There is no reason why this kind of hands-off mutuality requires secession—they didn’t used to call the U.S. system “federalism” for nothing—but the urge to intervene is so irresistible to Dobsonian conservatives and Clintonian liberals that states and cities and towns have been deprived of the right to make their own laws, shaped by local circumstances, on such matters as the legality of marijuana and abortion and the proper way (if any) to define marriage. Does anyone really think that the Christian Right or feminist left will ever agree to denationalize such issues and trust local people to make their own laws?

Trust local people. That, really, is the soul of the case for secession. Bringing it all back home, as a small-town Minnesota boy who took the name Bob Dylan once wrote. For home is where secession must be rooted. Ideology of any sort is not so much a dead end as it is a road without end that carries the enthusiast far from any place resembling home. It unmoors him, it leaves her without anchorage, quick to blame societal ills on outsiders, on dark alien forces. I know: we live in the seventh year of the bloody and imperial Bush Octennium. If Dick Cheney isn’t a dark alien force I don’t know what is. But a healthy secessionist movement must be founded in love: love of a particular place, its people (of all ethnicities and colors), its culture, its language and books and music and baseball teams and, yes, its beer and flowers and punk rock clubs.

Maybe the Burlington conference was a sideshow, an amusing tour of the more outré precincts of American politics. Or maybe it was a harbinger.

Think what you will. This is radicalism deep-dyed in the American grain. “The military-industrial-energy-media complex is running an empire on the ruins of the republic,” says Rob Williams, who does not think that merely putting Democratic hands on the levers of power will solve anything. It’s the levers themselves that have to be removed.

Would the union miss Vermont? Sure. But as a young John Quincy Adams said, “I love the Union as I love my wife. But if my wife should ask for and insist upon a separation, she should have it, though it broke my heart.”

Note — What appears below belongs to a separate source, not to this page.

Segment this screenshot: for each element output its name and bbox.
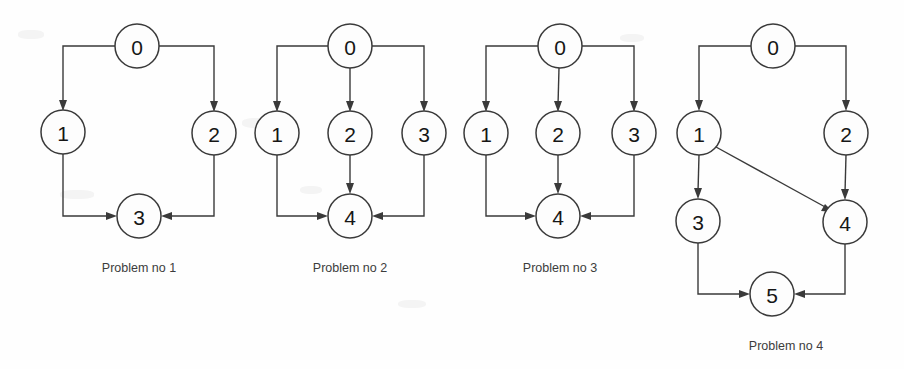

Besides, Vermont’s not going anywhere. Even if she were to secede, the Green Mountains will not be moved, the sap will still flow, the novels of Howard Frank Mosher and Dorothy Canfield Fisher will remain; hell, even Ben & Jerry’s will keep dishing it out. But why shouldn’t Vermonters run Vermont? Why should, say, Senator Hillary Clinton or Senator John McCain or Speaker Nancy Pelosi or President George W. Bush have even a whisper of a say in how Vermont orders her affairs?

“I want to leave my country,” says Kirk Sale, “without leaving my home.” That line packs a jolt, at least for this Little American. My home comes first. Yet I also want my country. I’m not sure what I think about leaving the U.S.A. But isn’t it time that we gave the matter some thought?”